Trying hard for treatment
During her two years in preschool and now in the early stages of primary school in Booterstown, she’s always trying to do whatever it is the other kids are doing. Even in PE she looks to get involved but the limitations are always there.
The operation offers the possibility that she will be able to do more of the things that her school friends do without help from a teacher or the support of a walking frame. That is very exciting for her, she cherishes her independence.
She knows that the trip and the operation will be tough. She’s so small that she doesn’t really remember a lot of what she’s been through but she does remember not liking the experience of having her heel cords lengthened and all that went with it. She’s not a big fan of hospitals but she is a big fan of walking independently.
When we talk about what the operation might mean for her, she asks if it means she can have her own skipping rope.
Hugely supportive
News that they had started performing the operation she needs in Bristol, at Frenchay hospital, seemed to offer some hope that we might avoid having to go to America .
It seems to take forever even to get to see a consultant to talk about it. A few Irish kids have travelled there instead of St Louis but it doesn’t seem any easier really and so as things stand the aim is still to raise the balance of the money to get to the States.
Those who have been through the process are hugely supportive; we talk to each other a lot and they provide a lot of advice and the parents of Michael Tiron, a boy from Greystones who has already had the operation, have offered €2,000, which will hopefully kick-start the fundraising again.
Hopefully it all finally happens in 2013. It’s not a cure, of course . . . there is no cure. She will still have the cerebral palsy; that will never go away, but she will have a better quality of life. The condition will be more manageable.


#### What you should do
Your reply should consist of the entries, copied exactly and stripped of images.

#### Input records
——————————
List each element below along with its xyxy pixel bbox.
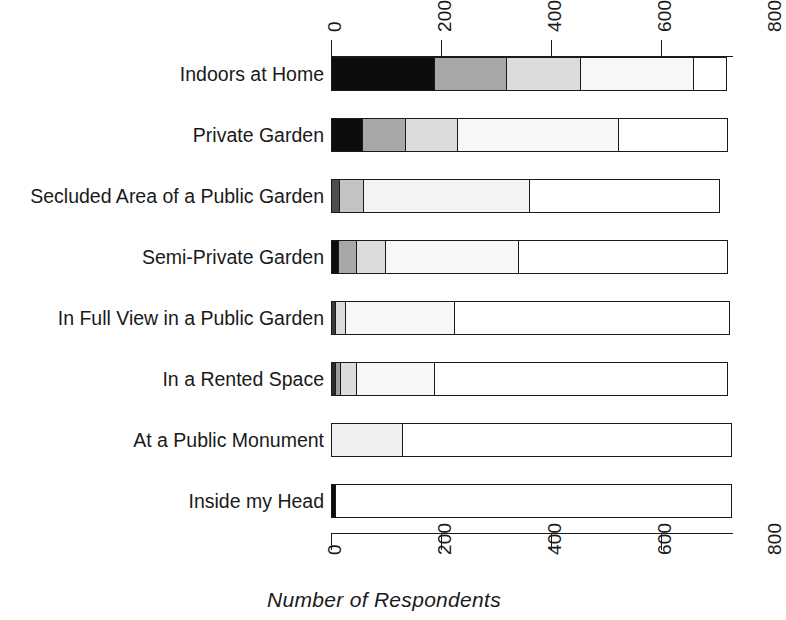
table-row — [331, 301, 730, 335]
bottom-tick-label-400: 400 — [544, 523, 566, 555]
category-label-4: In Full View in a Public Garden — [0, 307, 336, 330]
bar-segment-3-1 — [338, 240, 358, 274]
table-row — [331, 179, 720, 213]
top-tick-400 — [551, 40, 552, 56]
category-label-7: Inside my Head — [0, 490, 336, 513]
top-tick-0 — [331, 40, 332, 56]
table-row — [331, 118, 728, 152]
bar-segment-2-1 — [339, 179, 364, 213]
table-row — [331, 484, 732, 518]
bar-segment-2-3 — [529, 179, 720, 213]
table-row — [331, 362, 728, 396]
category-label-3: Semi-Private Garden — [0, 246, 336, 269]
bar-segment-5-2 — [340, 362, 357, 396]
top-tick-600 — [661, 40, 662, 56]
bar-segment-3-4 — [518, 240, 728, 274]
bar-segment-6-1 — [402, 423, 733, 457]
category-label-1: Private Garden — [0, 124, 336, 147]
bar-segment-1-0 — [331, 118, 363, 152]
category-label-5: In a Rented Space — [0, 368, 336, 391]
bar-segment-0-3 — [580, 57, 695, 91]
bar-segment-5-4 — [434, 362, 729, 396]
top-tick-label-400: 400 — [544, 0, 566, 32]
table-row — [331, 240, 728, 274]
bar-segment-4-3 — [454, 301, 730, 335]
top-tick-200 — [441, 40, 442, 56]
bar-segment-7-1 — [335, 484, 732, 518]
bar-segment-5-3 — [356, 362, 435, 396]
top-tick-label-800: 800 — [764, 0, 786, 32]
bar-segment-2-2 — [363, 179, 531, 213]
bar-segment-0-4 — [693, 57, 727, 91]
bar-segment-1-4 — [618, 118, 728, 152]
bar-segment-0-1 — [434, 57, 507, 91]
category-label-2: Secluded Area of a Public Garden — [0, 185, 336, 208]
bottom-tick-label-600: 600 — [654, 523, 676, 555]
bottom-tick-label-200: 200 — [434, 523, 456, 555]
bar-segment-0-0 — [331, 57, 436, 91]
bottom-tick-label-800: 800 — [764, 523, 786, 555]
category-label-0: Indoors at Home — [0, 63, 336, 86]
bar-segment-6-0 — [331, 423, 403, 457]
bar-segment-3-2 — [356, 240, 386, 274]
category-label-6: At a Public Monument — [0, 429, 336, 452]
bar-segment-0-2 — [506, 57, 581, 91]
table-row — [331, 57, 727, 91]
top-tick-label-0: 0 — [324, 21, 346, 32]
bar-segment-4-2 — [345, 301, 455, 335]
top-tick-label-600: 600 — [654, 0, 676, 32]
table-row — [331, 423, 732, 457]
top-tick-label-200: 200 — [434, 0, 456, 32]
bar-segment-1-2 — [405, 118, 459, 152]
bar-segment-3-3 — [385, 240, 519, 274]
bar-segment-1-3 — [457, 118, 619, 152]
x-axis-title: Number of Respondents — [0, 588, 768, 612]
bar-segment-1-1 — [362, 118, 406, 152]
bottom-tick-label-0: 0 — [324, 544, 346, 555]
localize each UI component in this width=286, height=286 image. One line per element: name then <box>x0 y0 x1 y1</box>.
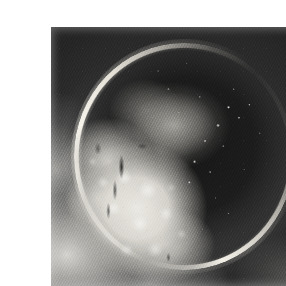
film-grain-layer <box>51 27 286 286</box>
screenshot-root <box>0 0 286 286</box>
medical-photograph <box>51 27 286 286</box>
——————————
#### Completed task
List each element below along with its xyxy pixel bbox.
table-row — [331, 301, 730, 335]
bottom-tick-label-400: 400 — [544, 523, 566, 555]
category-label-4: In Full View in a Public Garden — [0, 307, 336, 330]
bar-segment-3-1 — [338, 240, 358, 274]
table-row — [331, 179, 720, 213]
top-tick-400 — [551, 40, 552, 56]
category-label-7: Inside my Head — [0, 490, 336, 513]
top-tick-0 — [331, 40, 332, 56]
table-row — [331, 118, 728, 152]
bar-segment-2-1 — [339, 179, 364, 213]
table-row — [331, 484, 732, 518]
bar-segment-2-3 — [529, 179, 720, 213]
table-row — [331, 362, 728, 396]
category-label-3: Semi-Private Garden — [0, 246, 336, 269]
bar-segment-5-2 — [340, 362, 357, 396]
top-tick-600 — [661, 40, 662, 56]
bar-segment-3-4 — [518, 240, 728, 274]
bar-segment-6-1 — [402, 423, 733, 457]
category-label-1: Private Garden — [0, 124, 336, 147]
bar-segment-1-0 — [331, 118, 363, 152]
category-label-5: In a Rented Space — [0, 368, 336, 391]
bar-segment-0-3 — [580, 57, 695, 91]
bar-segment-5-4 — [434, 362, 729, 396]
top-tick-label-400: 400 — [544, 0, 566, 32]
table-row — [331, 240, 728, 274]
bar-segment-4-3 — [454, 301, 730, 335]
top-tick-200 — [441, 40, 442, 56]
bar-segment-7-1 — [335, 484, 732, 518]
bar-segment-5-3 — [356, 362, 435, 396]
top-tick-label-800: 800 — [764, 0, 786, 32]
bar-segment-2-2 — [363, 179, 531, 213]
bar-segment-0-4 — [693, 57, 727, 91]
bar-segment-1-4 — [618, 118, 728, 152]
bar-segment-0-1 — [434, 57, 507, 91]
category-label-2: Secluded Area of a Public Garden — [0, 185, 336, 208]
bottom-tick-label-600: 600 — [654, 523, 676, 555]
bottom-tick-label-200: 200 — [434, 523, 456, 555]
bar-segment-0-0 — [331, 57, 436, 91]
bottom-tick-label-800: 800 — [764, 523, 786, 555]
category-label-0: Indoors at Home — [0, 63, 336, 86]
bar-segment-6-0 — [331, 423, 403, 457]
bar-segment-3-2 — [356, 240, 386, 274]
category-label-6: At a Public Monument — [0, 429, 336, 452]
bar-segment-0-2 — [506, 57, 581, 91]
table-row — [331, 57, 727, 91]
top-tick-label-0: 0 — [324, 21, 346, 32]
bar-segment-4-2 — [345, 301, 455, 335]
top-tick-label-600: 600 — [654, 0, 676, 32]
table-row — [331, 423, 732, 457]
top-tick-label-200: 200 — [434, 0, 456, 32]
bar-segment-1-2 — [405, 118, 459, 152]
bar-segment-3-3 — [385, 240, 519, 274]
bar-segment-1-3 — [457, 118, 619, 152]
x-axis-title: Number of Respondents — [0, 588, 768, 612]
bar-segment-1-1 — [362, 118, 406, 152]
bottom-tick-label-0: 0 — [324, 544, 346, 555]
localize each UI component in this width=286, height=286 image. One line per element: name then <box>x0 y0 x1 y1</box>.
film-grain-layer <box>51 27 286 286</box>
screenshot-root <box>0 0 286 286</box>
medical-photograph <box>51 27 286 286</box>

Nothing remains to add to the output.